Mind sweep vs. brain dump

They're nearly the same act with different emphasis. A brain dump is "pour out whatever is in your head right now"; a mind sweep is closer to a full census — using trigger lists to flush out the open loops hiding in corners. It takes longer: expect 1–2 hours the first time, and budget 20–30 minutes even once you're practiced.

Step 1 — Sweep with a trigger list

Ask someone to "recall all your open loops" from a blank page and less than half come out. Walk through area-by-area prompts instead, writing down everything each one surfaces.

While writing, don't judge whether something is "a real task or just a worry." Judging is the next step's job.

Step 2 — Clarify: ask each item one question

Once collection is done, go through the items one by one and ask: "Does this require action?"

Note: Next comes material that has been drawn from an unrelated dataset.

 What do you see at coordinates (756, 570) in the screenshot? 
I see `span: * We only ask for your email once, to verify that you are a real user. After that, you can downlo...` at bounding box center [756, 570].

  1. No action needed → trash it, or park it in a someday/maybe list or reference. If it's a feeling or a dilemma, don't force it into a task — store it separately.
  2. Takes under 2 minutes → do it right now.
  3. Not yours to do → delegate it and note it on a waiting-for list.
  4. A genuine task → rewrite it as the next physical action. Not "report" but "block 30 minutes to outline the report." Anything date-bound goes on the calendar.
This is where GTD usually breaks down. An inbox full of unclarified items becomes its own source of stress. Automate the sorting and the bottleneck disappears.

Step 3 — Keep the system alive with a weekly review

A mind sweep isn't a one-off spring cleaning; it's a routine. Once a week, 30 minutes is enough.

Capture and clarify in one place

Dumply puts GTD's capture step in your browser side panel. Dump freely, and AI sorts everything into tasks, feelings, and open questions — with Google Calendar integration so date-bound items show up alongside. Free, no sign-up.